I remember that day...
I had been woken up early because my grandmother had died overnight. My mother had phoned in to the college and I'd been granted a leave of absence. Then, at about midday, the news came in from my other grandmother's house. My cat of seven years, whom she had been looking after whilst we were having building work done, had also died.
"What a shitty day," I thought as I sat down to watch the NewsRound special. "How could this day get any worse?"
It did.
I was a 17 year old studying science A-levels. I'd collected the whole of Insight, a magazine / encyclopaedia of science in weekly parts with binders, which I read with my father as I grew up, and was filled with the promises of reusable space exploration vehicles; I'd studied the cut-away diagrams of the STS craft and their launchers; I'd stood as close as it was allowed to the giant rocket assembly hangars in Florida; I was a great fan of Dr Who and Blake's 7, with their visions of cities in space and regular off-planet living; I'd stood on the roof of Manchester Airport's terminal building as the 747 carrying a shuttle had overflown the UK that time.

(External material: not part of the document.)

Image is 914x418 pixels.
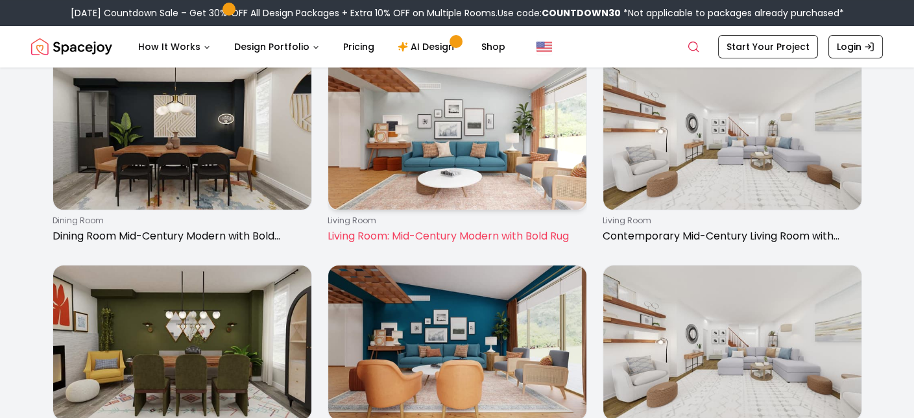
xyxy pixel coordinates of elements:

My jaw dropped as the vapour trail rising into the sky unexpectedly split, then mushroomed. A brief flash and the camera changed to a wobbly extreme tele-photo lens. Debris was spreading out and down from the inside of a cloud. I was overtaken by an almost maniacal laughter as the words of the launch controller permeated my cortex.
"We appear to have a major malfunction".
Malfunction? That has to be the understatement of the century.
Then shock, disbelief, rapt fascination, spilt tea.
Then the soothing voice of John Craven, usually so level, a hint of alarm edging his voice. My recall will not be 100%, but it was along the lines of...
"Well, we're going to stay with Cape Canaveral for a while. It appears as though there's been a problem with the launch."
The rest of the evening was just a blur. Analysis, shock, reaction, more analysis, waiting for news of survivors, politicians making speeches, speculative analysis, experts wheeled out, financial analysts making predictions about the future of the space programme which was, for me, the future of mankind.
Every year on this day, I ring my father. I never tell him why. It's because he lost his mother. I'm sure he knows that's why, but he'd never say. Maybe he's not noticed. It's a date etched on my memory, though.